If we are to have a functioning democracy, we must have standards. And since a minimum IQ is out of the question, a minimum age is all we have left.
Sixteen-year-olds don’t need to vote for their local comptroller. Nor do they want to. Their enfranchisement was thrust upon them by a consort of politicians and not-so-young youth activists, who talk about listening to other people’s voices more than they actually listen to them.
One question they are not asking themselves is, why should people who don’t want to be represented be represented?
Most teenagers care far more about getting their driver’s licenses than they do about getting the “right” to vote. This suggests their priorities are in order. After all, driving will impact their lives more than voting will.

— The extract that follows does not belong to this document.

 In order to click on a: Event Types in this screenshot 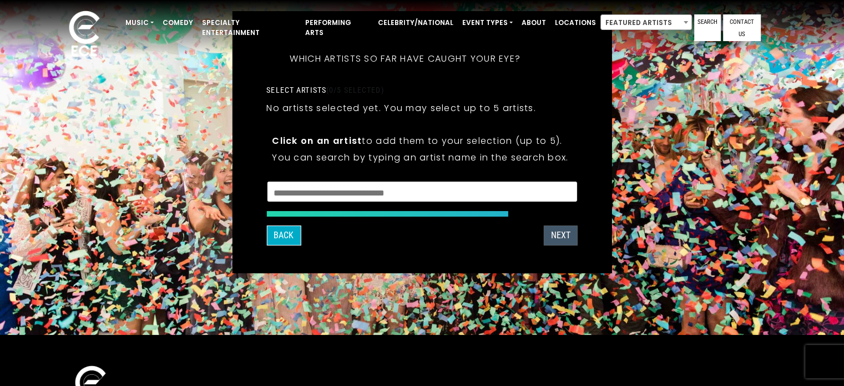, I will do `click(487, 23)`.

There is such a thing as democratic fundamentalism. One of its proponents, former New York Governor Al Smith, summed it up 80 years ago when he said, “All the ills of democracy can be cured by more democracy.” But democracy, for all its positive aspects, is not a cure for anything, and the fact that it is better than the alternatives does not mean it should be absolute. By letting 16- and 17-year-olds vote, you are not furthering the cause of democracy or making it more appealing. You are making it ridiculous by making it too easy.
People don’t value things that come easily. Teenagers value driver’s licenses at least in part because they have to study, however minimally, to get them. Similarly, immigrants have to pass a citizenship test to become American citizens. Voters, meanwhile, merely have to be human. Since we don’t require them to know anything, we might as well require them to be old enough to watch Da Ali G Show without parental supervision.
Windsor Mann is the editor of “The Quotable Hitchens: From Alcohol to Zionism” (Da Capo Press, 2011).